Her Republican counterpart, Sen. Dean Heller, asked the Senate Appropriations Committee to abandon efforts to revive Yucca Mountain and instead focus on programs that would provide sustainable long-term strategies to address the nuclear waste problem.
Rep. Dina Titus, D-Nev., called the project a “boondoggle” and said that “any attempt to spend billions more on this disastrous plan is bad science and wasted resources.”
Review-Journal staff writer Gary Martin contributed to this story.
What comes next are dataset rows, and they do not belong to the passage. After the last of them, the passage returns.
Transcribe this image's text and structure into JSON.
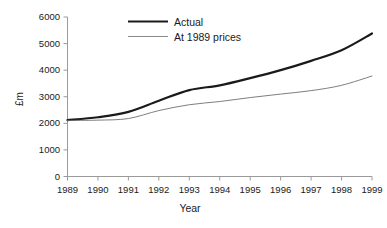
{
  "chart_data": {
    "type": "line",
    "title": "",
    "xlabel": "Year",
    "ylabel": "£m",
    "categories": [
      "1989",
      "1990",
      "1991",
      "1992",
      "1993",
      "1994",
      "1995",
      "1996",
      "1997",
      "1998",
      "1999"
    ],
    "x": [
      1989,
      1990,
      1991,
      1992,
      1993,
      1994,
      1995,
      1996,
      1997,
      1998,
      1999
    ],
    "xlim": [
      1989,
      1999
    ],
    "ylim": [
      0,
      6000
    ],
    "yticks": [
      0,
      1000,
      2000,
      3000,
      4000,
      5000,
      6000
    ],
    "ytick_labels": [
      "0",
      "1000",
      "2000",
      "3000",
      "4000",
      "5000",
      "6000"
    ],
    "xtick_labels": [
      "1989",
      "1990",
      "1991",
      "1992",
      "1993",
      "1994",
      "1995",
      "1996",
      "1997",
      "1998",
      "1999"
    ],
    "grid": false,
    "legend_position": "top-center",
    "series": [
      {
        "name": "Actual",
        "color": "#1a1a1a",
        "line_width": 2.2,
        "values": [
          2120,
          2230,
          2430,
          2850,
          3250,
          3430,
          3700,
          4000,
          4350,
          4750,
          5380
        ]
      },
      {
        "name": "At 1989 prices",
        "color": "#6f6f6f",
        "line_width": 0.9,
        "values": [
          2110,
          2120,
          2180,
          2480,
          2700,
          2820,
          2970,
          3100,
          3230,
          3430,
          3780
        ]
      }
    ]
  },
  "legend": {
    "items": [
      {
        "label": "Actual"
      },
      {
        "label": "At 1989 prices"
      }
    ]
  },
  "axes": {
    "y_title": "£m",
    "x_title": "Year"
  },
  "colors": {
    "axis": "#9a9a9a",
    "text": "#1a1a1a",
    "series_actual": "#1a1a1a",
    "series_prices": "#6f6f6f",
    "background": "#ffffff"
  }
}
Contact Keith Rogers at krogers@reviewjournal.com or 702-383-0308. Follow @KeithRogers2 on Twitter.
Resuming Yucca Mountain licensing
Here is what would happen if courts order the licensing process to resume:
• Congress must appropriate funds for NRC and DOE licensing activities, estimated at $330 million just for the NRC.
• NRC vote to lift suspension of licensing process imposed in September 2011.
• An NRC branch must appoint one or more Atomic Safety and Licensing Boards or Construction Authorization Boards, usually a three-judge panel.
• A case management conference, where parties resolve outstanding legal issues left from 2011, and agree to a schedule and deadlines for new contentions.
• Discovery: Expert witnesses provide depositions.
• Hearings before the licensing board could take 650 days to resolve 250 contentions.
• The board grants or denies a construction authorization.
• NRC would vote to accept or overturn the decision, also known as a “final agency action.”
• Commission’s decision can be appealed to the U.S. Circuit Court of Appeals for the District of Columbia Circuit, and could be appealed to the Supreme Court.
• Another round of NRC deliberations would be required before DOE would be authorized to receive spent nuclear fuel and high-level waste if construction of a repository proceeds.